What you can achieve at the brush head heating on demand also depends on the base temperature. So if the water in your tank is 5 degrees then the resulting temperature at the brush head would be lower than if the water in your tank was 20 degrees.
In the test I did with my 5kw Webasto I only manged to raise the temperture at the brush head to 35 degrees with the water in the tank at 9 degrees. My flow was cold 1.5lpm at the brush, but at 35 degrees it was more with the same controller setting.
According to the calorific calculator, raising that flow of water by 26 degrees used 2.65kw of energy. That heater was giving everything it had as the water was cold after it had left the water to water plate heat exchanger - it had every bit of heat zapped from it.

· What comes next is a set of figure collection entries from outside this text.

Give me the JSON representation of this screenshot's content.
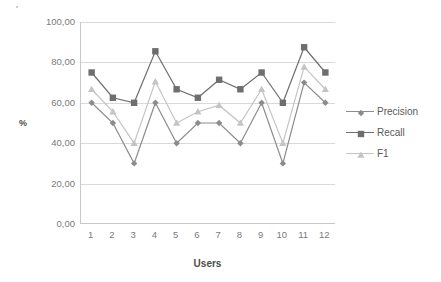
{
  "chart_data": {
    "type": "line",
    "title": "",
    "xlabel": "Users",
    "ylabel": "%",
    "categories": [
      "1",
      "2",
      "3",
      "4",
      "5",
      "6",
      "7",
      "8",
      "9",
      "10",
      "11",
      "12"
    ],
    "ylim": [
      0,
      100
    ],
    "yticks": [
      0,
      20,
      40,
      60,
      80,
      100
    ],
    "ytick_labels": [
      "0,00",
      "20,00",
      "40,00",
      "60,00",
      "80,00",
      "100,00"
    ],
    "grid": true,
    "legend_position": "right",
    "series": [
      {
        "name": "Precision",
        "marker": "diamond",
        "color": "#8c8c8c",
        "values": [
          60.0,
          50.0,
          30.0,
          60.0,
          40.0,
          50.0,
          50.0,
          40.0,
          60.0,
          30.0,
          70.0,
          60.0
        ]
      },
      {
        "name": "Recall",
        "marker": "square",
        "color": "#6e6e6e",
        "values": [
          75.0,
          62.5,
          60.0,
          85.5,
          66.7,
          62.5,
          71.4,
          66.7,
          75.0,
          60.0,
          87.5,
          75.0
        ]
      },
      {
        "name": "F1",
        "marker": "triangle",
        "color": "#c4c4c4",
        "values": [
          66.7,
          55.6,
          40.0,
          70.5,
          50.0,
          55.6,
          58.8,
          50.0,
          66.7,
          40.0,
          77.8,
          66.7
        ]
      }
    ]
  },
  "axes": {
    "y_title": "%",
    "x_title": "Users"
  },
  "legend": {
    "items": [
      {
        "label": "Precision"
      },
      {
        "label": "Recall"
      },
      {
        "label": "F1"
      }
    ]
  },
  "colors": {
    "precision": "#8c8c8c",
    "recall": "#6e6e6e",
    "f1": "#c4c4c4",
    "gridline": "#d9d9d9",
    "axis": "#c8c8c8",
    "tick_text": "#7a7a7a",
    "title_text": "#4d4d4d",
    "background": "#ffffff"
  }
}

Before I started this experiment on the test bench, the maths indicated to me that a 5kw heater would just manage to supply the heat requirements of 2 operators. This was in conflict with the reality as others experience was that it would just supply 1 operator.
So my next question was where the other 2.5kw was going? The exhaust got very hot so my only conclusion was that the vast majority of this 2.5kw is wasted and is lost to the atmosphere. So for every liter of diesel at £1.20 about 0.59p is not used but wasted. This is a sobering thought.
There is a windie in Andover who uses a Thermo Top C to heat the water in his tank. He has enclosed the heater's silencer in an alloy box with a fan inside the van. (Silencers are normally fitted outside the van.) He uses that heat to warm the back of the van.
Another thing we don't see is any insulation inside these steel heater box containers. (PF are the only ones who do I believe.) So they act as radiators. The van keeps warm but lots of heat is lost in the process.
In its designed application as an engine preheater heat loss isn't terribly important as the sales pitch to fit one is that its a labour saving device, saves energy when compared to letting an engine idle to warm up so is more environmentally friendly, increased comfort getting into a warm, defrosted vehicle, no frozen windscreen to scrape, etc, etc. So if the preheater is set for 30 minutes its only going to cost you about 40p to save all that bother. 4 mornings use for the cost of a cup of coffee at McDonalds and 7 mornings worth for a Costa Coffee, so of course you can afford to run that. (A 5kw Webasto uses less than a liter of diesel an hour 0.61l on full throttle.)